Each record should be set down again so that it matches the original exactly.

• **Stored entries**
┌──
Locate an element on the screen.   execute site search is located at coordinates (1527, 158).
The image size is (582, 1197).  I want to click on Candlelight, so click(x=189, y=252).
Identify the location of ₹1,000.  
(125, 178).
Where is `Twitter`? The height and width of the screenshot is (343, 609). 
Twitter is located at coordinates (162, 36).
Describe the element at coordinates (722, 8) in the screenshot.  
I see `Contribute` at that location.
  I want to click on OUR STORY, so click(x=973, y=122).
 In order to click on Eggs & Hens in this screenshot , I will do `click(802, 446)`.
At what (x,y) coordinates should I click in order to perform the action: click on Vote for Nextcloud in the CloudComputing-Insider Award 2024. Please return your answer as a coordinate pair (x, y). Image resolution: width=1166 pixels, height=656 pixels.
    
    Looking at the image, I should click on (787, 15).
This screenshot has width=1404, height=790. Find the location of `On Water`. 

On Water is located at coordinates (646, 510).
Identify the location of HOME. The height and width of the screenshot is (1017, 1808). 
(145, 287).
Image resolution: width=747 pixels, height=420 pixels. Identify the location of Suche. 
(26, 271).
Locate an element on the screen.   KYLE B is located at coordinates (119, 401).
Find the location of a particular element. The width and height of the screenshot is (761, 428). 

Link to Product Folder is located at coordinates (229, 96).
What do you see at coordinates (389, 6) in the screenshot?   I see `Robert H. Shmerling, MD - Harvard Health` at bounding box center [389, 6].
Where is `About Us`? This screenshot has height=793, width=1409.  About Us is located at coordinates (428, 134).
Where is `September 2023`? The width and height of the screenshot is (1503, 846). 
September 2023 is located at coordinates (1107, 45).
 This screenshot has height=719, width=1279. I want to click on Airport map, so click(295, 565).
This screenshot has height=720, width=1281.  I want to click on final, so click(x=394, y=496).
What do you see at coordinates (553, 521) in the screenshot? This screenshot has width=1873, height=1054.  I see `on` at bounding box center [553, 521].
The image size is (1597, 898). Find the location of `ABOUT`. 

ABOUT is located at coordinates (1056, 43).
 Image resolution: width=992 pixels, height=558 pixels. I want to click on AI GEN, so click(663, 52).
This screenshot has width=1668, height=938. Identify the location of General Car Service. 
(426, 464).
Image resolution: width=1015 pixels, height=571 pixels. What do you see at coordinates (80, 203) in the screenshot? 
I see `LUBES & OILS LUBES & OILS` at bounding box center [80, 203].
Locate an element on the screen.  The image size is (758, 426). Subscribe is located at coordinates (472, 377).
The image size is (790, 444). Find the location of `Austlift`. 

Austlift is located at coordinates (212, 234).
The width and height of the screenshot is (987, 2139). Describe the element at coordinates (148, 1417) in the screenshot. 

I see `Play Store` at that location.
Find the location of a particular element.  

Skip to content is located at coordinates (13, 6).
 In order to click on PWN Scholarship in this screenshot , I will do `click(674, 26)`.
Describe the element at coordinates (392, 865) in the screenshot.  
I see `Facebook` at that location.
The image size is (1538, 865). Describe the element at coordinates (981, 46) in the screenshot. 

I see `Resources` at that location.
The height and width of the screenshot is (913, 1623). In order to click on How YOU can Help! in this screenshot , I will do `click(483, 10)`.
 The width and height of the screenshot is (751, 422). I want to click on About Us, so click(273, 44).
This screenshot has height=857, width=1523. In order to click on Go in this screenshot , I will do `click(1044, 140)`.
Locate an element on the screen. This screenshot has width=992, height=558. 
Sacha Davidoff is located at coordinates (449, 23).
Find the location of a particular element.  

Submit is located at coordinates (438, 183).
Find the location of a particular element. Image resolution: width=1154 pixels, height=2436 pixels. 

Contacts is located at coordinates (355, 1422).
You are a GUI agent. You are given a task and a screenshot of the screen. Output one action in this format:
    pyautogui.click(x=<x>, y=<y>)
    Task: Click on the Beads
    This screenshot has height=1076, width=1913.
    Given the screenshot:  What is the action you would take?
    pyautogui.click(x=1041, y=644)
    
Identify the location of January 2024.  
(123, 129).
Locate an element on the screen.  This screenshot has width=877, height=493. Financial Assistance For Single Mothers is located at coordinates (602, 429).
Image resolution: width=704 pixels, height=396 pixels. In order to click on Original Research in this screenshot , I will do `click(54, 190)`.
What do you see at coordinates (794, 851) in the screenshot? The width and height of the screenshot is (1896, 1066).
└──
• **ANSWER AREA**
Locate an element on the screen.   execute site search is located at coordinates (1527, 158).
The image size is (582, 1197).  I want to click on Candlelight, so click(x=189, y=252).
Identify the location of ₹1,000.  
(125, 178).
Where is `Twitter`? The height and width of the screenshot is (343, 609). 
Twitter is located at coordinates (162, 36).
Describe the element at coordinates (722, 8) in the screenshot.  
I see `Contribute` at that location.
  I want to click on OUR STORY, so click(x=973, y=122).
 In order to click on Eggs & Hens in this screenshot , I will do `click(802, 446)`.
At what (x,y) coordinates should I click in order to perform the action: click on Vote for Nextcloud in the CloudComputing-Insider Award 2024. Please return your answer as a coordinate pair (x, y). Image resolution: width=1166 pixels, height=656 pixels.
    
    Looking at the image, I should click on (787, 15).
This screenshot has width=1404, height=790. Find the location of `On Water`. 

On Water is located at coordinates (646, 510).
Identify the location of HOME. The height and width of the screenshot is (1017, 1808). 
(145, 287).
Image resolution: width=747 pixels, height=420 pixels. Identify the location of Suche. 
(26, 271).
Locate an element on the screen.   KYLE B is located at coordinates (119, 401).
Find the location of a particular element. The width and height of the screenshot is (761, 428). 

Link to Product Folder is located at coordinates (229, 96).
What do you see at coordinates (389, 6) in the screenshot?   I see `Robert H. Shmerling, MD - Harvard Health` at bounding box center [389, 6].
Where is `About Us`? This screenshot has height=793, width=1409.  About Us is located at coordinates (428, 134).
Where is `September 2023`? The width and height of the screenshot is (1503, 846). 
September 2023 is located at coordinates (1107, 45).
 This screenshot has height=719, width=1279. I want to click on Airport map, so click(295, 565).
This screenshot has height=720, width=1281.  I want to click on final, so click(x=394, y=496).
What do you see at coordinates (553, 521) in the screenshot? This screenshot has width=1873, height=1054.  I see `on` at bounding box center [553, 521].
The image size is (1597, 898). Find the location of `ABOUT`. 

ABOUT is located at coordinates (1056, 43).
 Image resolution: width=992 pixels, height=558 pixels. I want to click on AI GEN, so click(663, 52).
This screenshot has width=1668, height=938. Identify the location of General Car Service. 
(426, 464).
Image resolution: width=1015 pixels, height=571 pixels. What do you see at coordinates (80, 203) in the screenshot? 
I see `LUBES & OILS LUBES & OILS` at bounding box center [80, 203].
Locate an element on the screen.  The image size is (758, 426). Subscribe is located at coordinates (472, 377).
The image size is (790, 444). Find the location of `Austlift`. 

Austlift is located at coordinates (212, 234).
The width and height of the screenshot is (987, 2139). Describe the element at coordinates (148, 1417) in the screenshot. 

I see `Play Store` at that location.
Find the location of a particular element.  

Skip to content is located at coordinates (13, 6).
 In order to click on PWN Scholarship in this screenshot , I will do `click(674, 26)`.
Describe the element at coordinates (392, 865) in the screenshot.  
I see `Facebook` at that location.
The image size is (1538, 865). Describe the element at coordinates (981, 46) in the screenshot. 

I see `Resources` at that location.
The height and width of the screenshot is (913, 1623). In order to click on How YOU can Help! in this screenshot , I will do `click(483, 10)`.
 The width and height of the screenshot is (751, 422). I want to click on About Us, so click(273, 44).
This screenshot has height=857, width=1523. In order to click on Go in this screenshot , I will do `click(1044, 140)`.
Locate an element on the screen. This screenshot has width=992, height=558. 
Sacha Davidoff is located at coordinates (449, 23).
Find the location of a particular element.  

Submit is located at coordinates (438, 183).
Find the location of a particular element. Image resolution: width=1154 pixels, height=2436 pixels. 

Contacts is located at coordinates (355, 1422).
You are a GUI agent. You are given a task and a screenshot of the screen. Output one action in this format:
    pyautogui.click(x=<x>, y=<y>)
    Task: Click on the Beads
    This screenshot has height=1076, width=1913.
    Given the screenshot:  What is the action you would take?
    pyautogui.click(x=1041, y=644)
    
Identify the location of January 2024.  
(123, 129).
Locate an element on the screen.  This screenshot has width=877, height=493. Financial Assistance For Single Mothers is located at coordinates (602, 429).
Image resolution: width=704 pixels, height=396 pixels. In order to click on Original Research in this screenshot , I will do `click(54, 190)`.
What do you see at coordinates (794, 851) in the screenshot? The width and height of the screenshot is (1896, 1066).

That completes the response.